Higher Education Research and Development Society of Australasia
Driven by the broader skills agenda, growing pressure from employers, and the need for universities to stand out in an increasingly competitive sector, Graduate Attributes (GAs) have returned as a major focus across the higher‑education landscape. Yet despite their strategic importance, many universities still struggle with implementing GAs. Embedding them meaningfully remains a long‑standing challenge, hampered by lack of industry alignment and student visibility, along with the complexity of how they are practically reflected in curricula. Still, there are promising signs. Some universities are beginning to re‑imagine - not simply refresh their GA frameworks, reducing and refining their capabilities into frameworks that are distinctive, strategically aligned, and properly resourced. If this new wave of GAs takes hold, it has the potential to be genuinely transformative for the sector. With renewed momentum behind Graduate Attributes, what are the ways we can ensure they become a lived experience for students?
Many universities are now re‑imagining their Graduate Attributes, shifting towards shorter, more coherent sets of capabilities that use distinctive language, align with institutional strategy, and more clearly communicate the value of studying at their institution. This new generation of GA frameworks is increasingly being used to signal a university’s unique value proposition and moving beyond generic lists toward attributes that reflect institutional identity and educational priorities. Importantly, some universities (such as Deakin and ANU) are beginning to make stronger, more explicit promises that students will actually attain these capabilities through their studies, rather than simply offering aspirational statements about what graduates should ideally possess. The shift in the dedication of resources to deliver on the aspirations of GAs with clear communication of strategic direction, professional learning and curriculum support, is fundamental in translating vision into reality. Intuitively, strategy and resources should solve the problem of embedding Graduate Attributes. Will it work?
Real‑world professional contexts demand far more than the performance of discrete, isolated skills. Contemporary workplaces require individuals to navigate dynamic workflows that support productivity, collaboration, and effective problem‑solving, increasingly using AI. In practice, skills are rarely used independently; rather, they are combined, layered, and enacted simultaneously to demonstrate true capability. AI literacy offers a clear example of this interdependence. Its value emerges only when it is integrated with other competencies such as critical thinking, communication, and ethical judgement. Frameworks for Graduate Attributes that treat skills as siloed and linear fail to reflect how these capabilities are used in authentic contexts. In practice, embedding GAs often involves breaking skills into discrete components for ease of teaching and assessment, yet real‑world capability is demonstrated through the concurrent, integrated use of multiple skills working together.

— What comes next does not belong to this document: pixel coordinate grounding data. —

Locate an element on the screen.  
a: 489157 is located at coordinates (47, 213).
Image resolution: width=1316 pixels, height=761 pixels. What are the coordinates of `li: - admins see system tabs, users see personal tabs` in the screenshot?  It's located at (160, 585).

The ways we demonstrate capability in real learning, work, and life contexts are inherently interconnected and far removed from the tidy lists of isolated skills often presented in some university frameworks for GAs. Visualising how clusters of skills relate to one another is far more than a branding exercise; it gives academics a clearer picture of what students actually need to succeed and where those skills naturally overlap. For instance, when students respond to an industry brief, they may use Design Thinking and critical thinking, which have marked commonalities. Making these connections visible can ease the cognitive load on educators, who otherwise face the near‑impossible task of teaching each skill separately, taking years to embed in curricula and making it almost impossible to update to meet the evolving needs of industry. With some universities listing a dozen Graduate Attributes, it would be unsurprising if few students could name all of them, let alone understand how they work in practice. A more holistic, integrated approach helps students recognise the patterns and relationships between skills, enabling them to pinpoint where they struggle within a workflow and what they need to develop next.
With the recent launch of Swinburne University’s AdAstra 2030 strategy, a set of connected and interdependent critical qualities known as ‘Constellations of Capability’ are the cornerstone of what the university will become in the next five years and beyond. Crucially, Swinburne promises that Constellations of Capability will be embedded with all courses, backed with industry endorsed credentials and underpinned by high-value experiential learning that directly prepares students for a dynamic workforce. With students invited to both visualise their workflows and the capabilities they want to become expert, this could be a fundamental step-change in how GAs are done in Australian universities.
As universities explore new and innovative ways to address these crucial capabilities, there is an opportunity to move beyond the burdens Graduate Attributes have posed in the past. Three considerations may help guide this work:
1. Ensure Graduate Attributes reflect the values and aspirations of the communities they serve. Because this is fundamentally about students, their voices must be central in shaping what these attributes look like.
2. Resource GA initiatives appropriately and align them with people who have the expertise to lead this work effectively. Sustainable progress requires both strategic alignment and skilled implementation.
3.Learn from universities that are taking bold, different approaches to meeting students’ capability needs. Their leadership offers valuable opportunities for cross‑sector collaboration and shared innovation.
As the sector continues to rethink how Graduate Attributes can genuinely add value to students’ learning and future pathways, this work will only become more important and more collaborative. If you’re interested in continuing the conversation, sharing practice, or staying connected as these ideas evolve, I’d love to hear from you. Feel free to reach out and keep the dialogue going.